Everyone watched as my friends’ daughter Madeline placed her sandal clad foot directly on the kitchen table.
“Mommy mommy mommy,” she chanted. She’s not yet two years old, and her vocabulary is limited.
“Oh,” her mother Amy said from the chair where she sat nursing her younger daughter. “There she goes putting her foot on the table. I don’t know where she learns this behavior.” We all turned to observe Amy sitting sideways in her chair, one leg thrown over the stuffed armrest.
“Mommy!” her daughter announced.
We learn a lot from our parents, and not only how to sit at the kitchen table but also how to eat at it. My parents taught me about the joys of an English breakfast, a Thai Tom Yum soup, a kefta kebab. They taught me not only how to cut with a knife and fork so I could eat steaks, but also how to eat rice with my right hand (because we wipe ourselves with our left hand). They taught me that our family knows how to cook meat and fish and how to eat it – bones and all. They taught me how to suck the marrow out. They taught me to appreciate food.
Imagine that you’re five years old. Imagine that you have stomachaches all the time, and food is far less interesting than books and friends and weddings between your stuffed animals. Imagine you like hot dogs and corn pops and salty biscuits, but are picky about everything else. And then one day, you start eating goat curry. It’s meaty and spicy and suddenly the hot dog turns into the last kid picked for kickball. But you have to be taught to eat it correctly, to dip your chapatti in the curry and pick up a soft piece of meat, to chew every bit off the bone, and to seek out and call dibs on those fat bones filled with soft, buttery marrow. You are taught to suck the marrow out until it melts in your mouth. You only have to be taught once.
I can’t share the recipe for goat curry – for one thing, I don’t have it in writing. But I can tell you to go out and buy a lamb shank and make something like this Braised Lamb Shank with White Beans. It's a good, homey sort of meal, with the fat of the lamb cut by the hearty white beans. Season the meat and brown it in canola oil in a Dutch oven, then remove it. Saute some chopped onions, carrots, and celery in the oil, add some broth, and return the lamb to the pot. Braise on low heat for 2-2 1/2 hours. Then stir in some white beans mashed with lemon juice and cook another ten minutes, adding salt and pepper to taste. Serve yourself a lamb shank, and on it there should be a bone, like the one on the left side of my plate, that will be full of marrow. Suck it out, making a really loud slurping noise. That's how I do it. I show my appreciation for the food, and to my parents for a lesson well taught.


#### [WHAT TO DO]
Exactly the lines below from the line with "Provide the bbox" through the line with "Resolution: 1024×768. Locate man." must make up the answer, both ends included and pictures left out.
━━━
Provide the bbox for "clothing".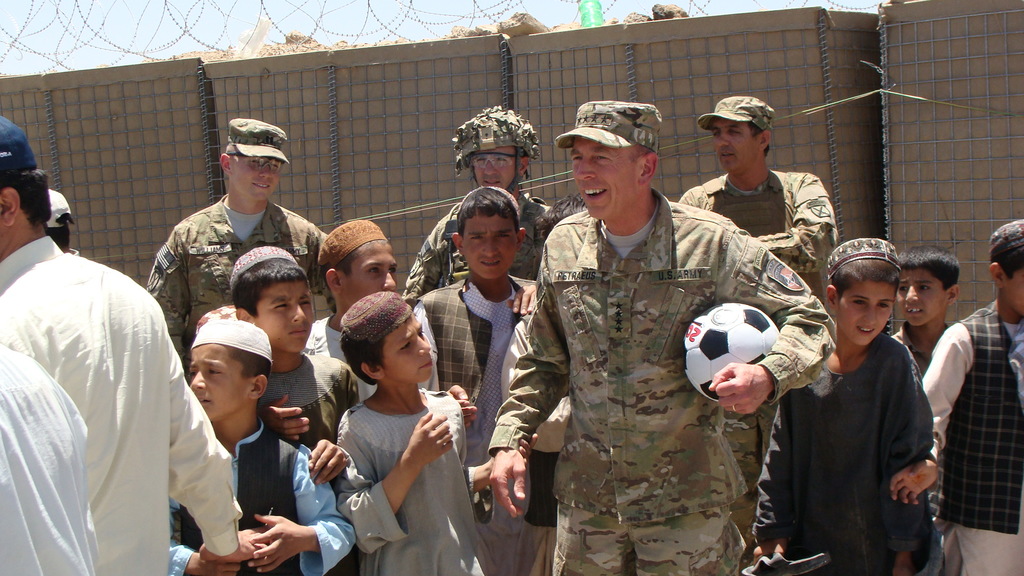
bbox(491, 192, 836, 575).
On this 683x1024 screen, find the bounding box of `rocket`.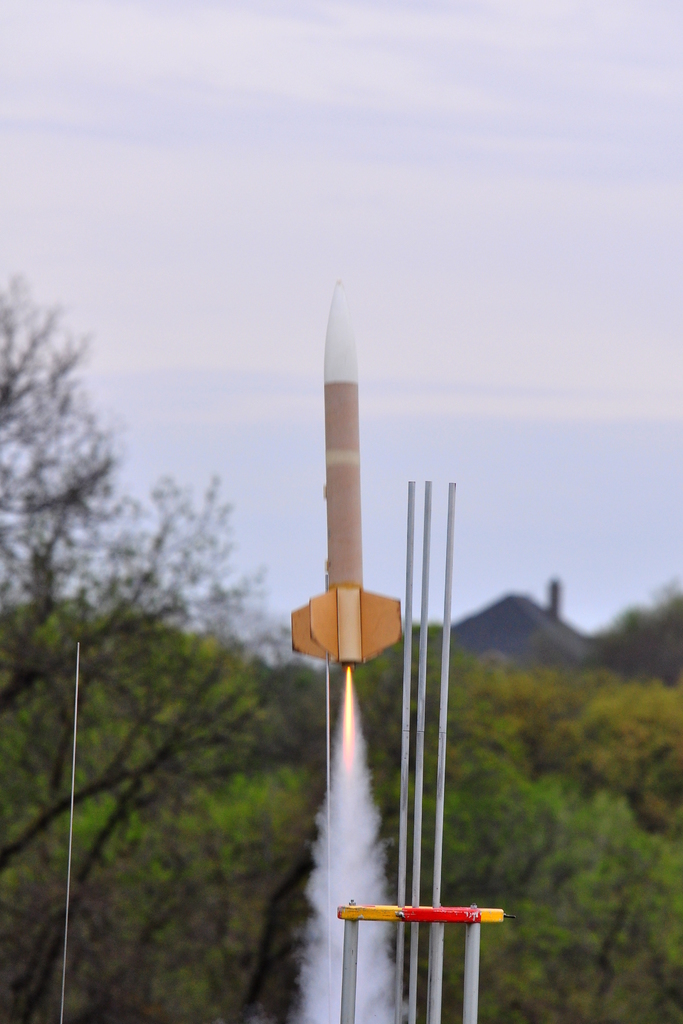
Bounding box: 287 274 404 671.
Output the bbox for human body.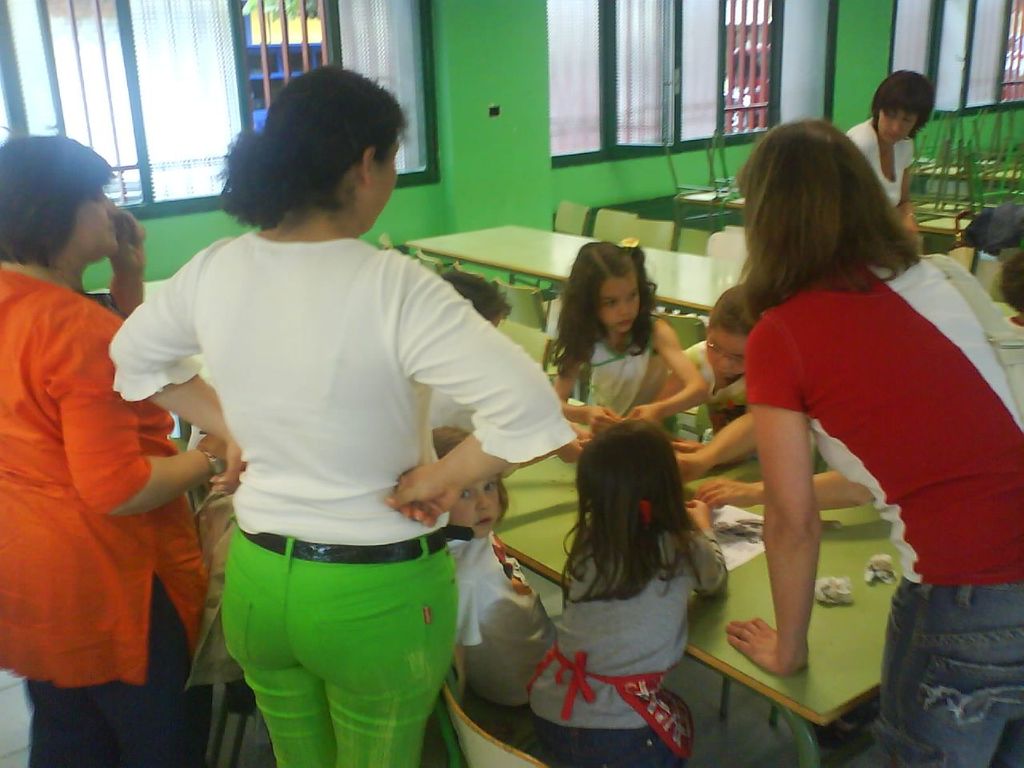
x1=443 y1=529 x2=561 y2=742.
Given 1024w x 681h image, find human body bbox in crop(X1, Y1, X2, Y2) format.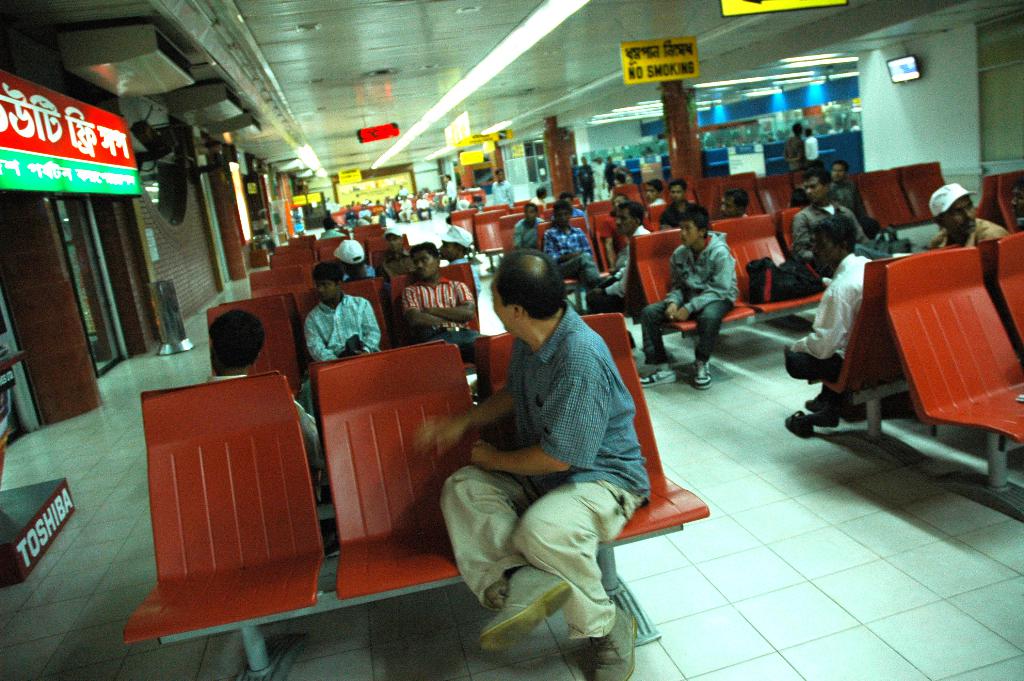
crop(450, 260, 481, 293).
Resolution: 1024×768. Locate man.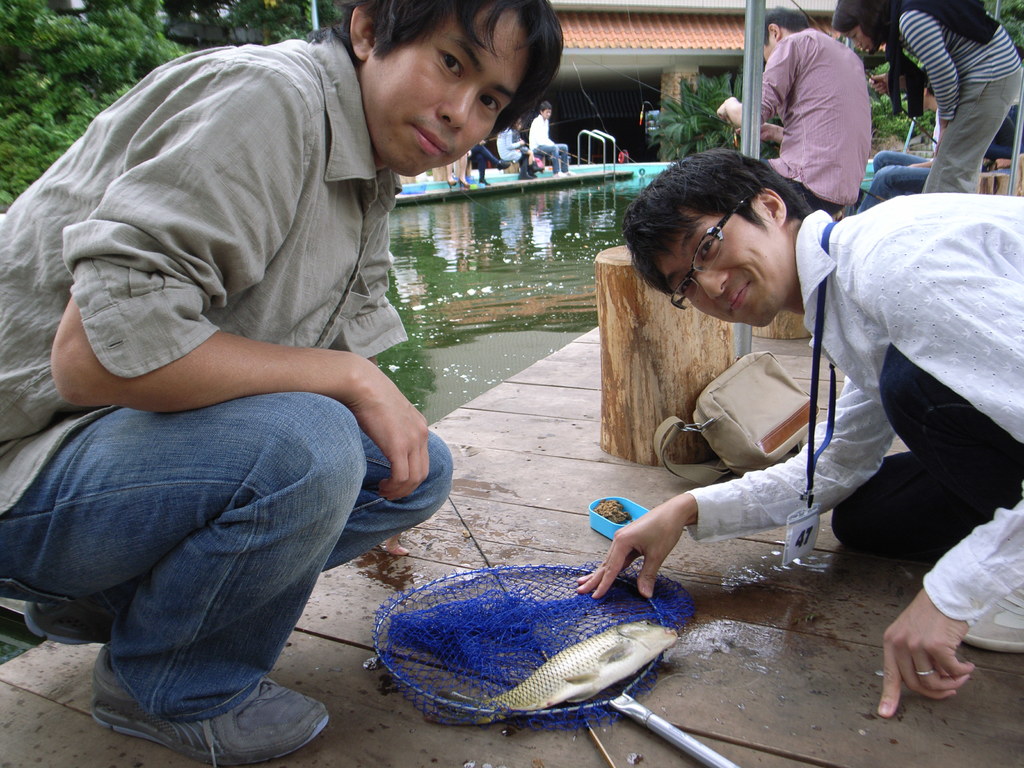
━━━
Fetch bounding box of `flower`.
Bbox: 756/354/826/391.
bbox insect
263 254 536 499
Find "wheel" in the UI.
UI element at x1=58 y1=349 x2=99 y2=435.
━━━
#### [EXERCISE RESPONSE]
Provide the bbox for "clothing".
bbox(491, 192, 836, 575).
On this 683x1024 screen, find the bounding box of `rocket`.
Bounding box: 287 274 404 671.
Output the bbox for human body.
x1=443 y1=529 x2=561 y2=742.
Given 1024w x 681h image, find human body bbox in crop(X1, Y1, X2, Y2) format.
crop(450, 260, 481, 293).
Resolution: 1024×768. Locate man.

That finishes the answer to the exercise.